You stood in the shadows just beyond the bungalow’s private courtyard, back against a bougainvillea wall still warm from the day’s sun. Black suit, white shirt, no tie. The .45 under your left arm felt like an old friend. The studio called you Miss Monroe’s new “driver.” The rest of the world didn’t know you existed, which was exactly how you liked it. Four years earlier you'd still been a Navy frogman—UDT-21, the outfit that would become the SEALs a few years later—slipping onto Korean beaches with nothing but a knife and bad intentions. When the war ended they offered you a desk. You told them where they could file it. Now your war was keeping the wolves away from the most famous woman alive.
The French doors opened. Marilyn stepped out barefoot, a pale silk robe, platinum hair loose and still damp from the shower. She carried a cigarette in one hand. Even in the low light she glowed like someone had left a bulb burning inside her skin. “You’re still here.” she said, soft, almost shy.
“Ma’am.”
She hated when you called her that. Her mouth curved anyway, the same half-smile the whole world paid to see. “I told you, it’s Marilyn. Or Norma, if you’re feeling brave.”

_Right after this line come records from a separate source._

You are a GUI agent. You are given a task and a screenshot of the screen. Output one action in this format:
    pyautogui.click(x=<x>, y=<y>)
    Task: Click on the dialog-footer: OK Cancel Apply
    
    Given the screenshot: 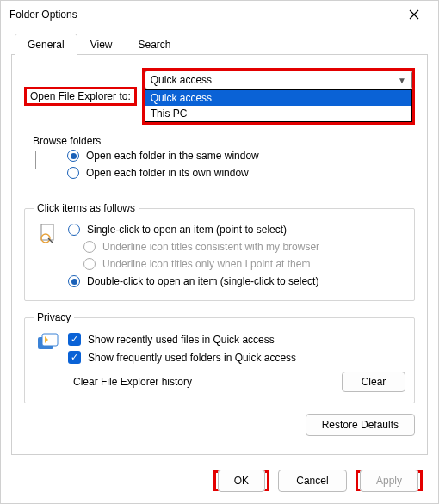 What is the action you would take?
    pyautogui.click(x=220, y=481)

You didn’t answer. Your eyes stayed on the service gate fifty yards away where two shadows had been loitering for the last twenty minutes. One of them lit a cigarette; the flare showed a face you recognized from the mug shots the studio had shown you—low-level Chicago muscle sniffing around the Kennedys’ favorite blonde. The other was smaller, sharper. Camera bag. Paparazzo or something worse. She followed your gaze and her shoulders tightened.
“They never stop, do they?”
"Not while you’re worth money, Miss—Marilyn.”
She took a slow drag, then surprised you by walking straight over. The robe whispered against her legs. She was smaller than the screen let on, maybe five-two in bare feet, but the way she looked at you made the rest of the world feel ten miles away.